Experts

Jack Perkowski

Chairman and CEO, ASIMCO

Chinese capital markets are about as developed as Wall Street was when Jack Perkowski started there in 1973. Read More

Thanks to the Olympics, Chinese manufacturers are more attuned to creating environmentally-friendly cars than their foreign counterparts. Read More

If you see diesel truck on the road in China, it most likely came from Perkowski’s company. Read More

Despite Beijing’s apparent officiousness, control of China is not centralized. Read More

This is China’s 30th year of reform. There are visible signs of wealth all over the country. Everyone is feeling optimistic. Everyone is focusing on education. Read More

“Everybody in China is actually from Missouri,” says Jack Perkowski. They are hard workers; they are skeptical of optimistic outsiders, but they respect success. Read More

About Jack Perkowski

Jack Perkowski

Jack Perkowski is the chairman and chief executive officer of ASIMCO Technologies, one of the most important players in China's automotive components industry. He founded the company in February 1994, after spending three years investigating opportunities in Asia and China and before others recognized the significant role that China would play in the global economy. With seventeen factories in eight provinces and fifty-two sales offices located in every corner of the country, ASIMCO Technologies is unique because it functions as a foreign-invested company built to specifically to serve the Chinese market. Under Perkowski's leadership, ASIMCO has gained a reputation for developing local management and integrating a broad-based China operation into the global economy. In 2005, ASIMCO was named one of the "Ten Best Employers in China," ranking third in a survey conducted by Hewitt Associates and 21st-Century Business Herald.

Jack’s new book Managing the Dragon: How I’m Building a Billion Dollar Business in China (Crown Business; March 18, 2008) discusses Jack’s experiences building ASIMCO from the ground up and the lessons he learned in developing the company’s local management team. The book also covers a wide range of topics such as decentralization; China’s different cost perspective and how it creates two markets for any product; intellectual property concerns; and practical advice on how to start a business in the country.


About this exercise – Whenever a line below includes the string "name", show it.

Task input –
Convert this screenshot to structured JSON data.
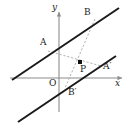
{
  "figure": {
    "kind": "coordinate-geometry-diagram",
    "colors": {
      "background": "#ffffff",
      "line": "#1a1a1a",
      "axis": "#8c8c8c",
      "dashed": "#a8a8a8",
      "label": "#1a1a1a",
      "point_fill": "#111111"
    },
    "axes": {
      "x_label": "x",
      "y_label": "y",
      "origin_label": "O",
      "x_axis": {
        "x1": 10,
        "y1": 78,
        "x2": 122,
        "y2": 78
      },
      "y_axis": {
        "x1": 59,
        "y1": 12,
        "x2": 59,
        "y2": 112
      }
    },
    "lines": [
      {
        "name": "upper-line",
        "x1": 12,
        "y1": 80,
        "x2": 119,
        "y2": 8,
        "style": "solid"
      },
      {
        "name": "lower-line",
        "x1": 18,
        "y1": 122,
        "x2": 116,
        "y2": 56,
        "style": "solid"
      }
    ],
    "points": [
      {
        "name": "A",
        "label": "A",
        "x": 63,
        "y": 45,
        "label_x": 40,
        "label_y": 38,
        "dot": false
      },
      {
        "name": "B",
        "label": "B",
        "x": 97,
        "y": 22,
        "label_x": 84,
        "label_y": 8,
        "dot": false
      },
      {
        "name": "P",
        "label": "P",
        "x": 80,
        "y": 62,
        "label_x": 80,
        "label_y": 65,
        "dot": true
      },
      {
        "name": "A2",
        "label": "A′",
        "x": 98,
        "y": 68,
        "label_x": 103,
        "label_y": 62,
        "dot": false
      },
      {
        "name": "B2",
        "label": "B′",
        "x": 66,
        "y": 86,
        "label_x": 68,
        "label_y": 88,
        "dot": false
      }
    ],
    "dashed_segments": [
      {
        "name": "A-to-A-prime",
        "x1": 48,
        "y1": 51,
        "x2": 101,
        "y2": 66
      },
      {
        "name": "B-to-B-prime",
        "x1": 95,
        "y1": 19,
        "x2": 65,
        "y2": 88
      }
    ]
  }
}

Completed task –
        "name": "upper-line",
        "name": "lower-line",
        "name": "A",
        "name": "B",
        "name": "P",
        "name": "A2",
        "name": "B2",
        "name": "A-to-A-prime",
        "name": "B-to-B-prime",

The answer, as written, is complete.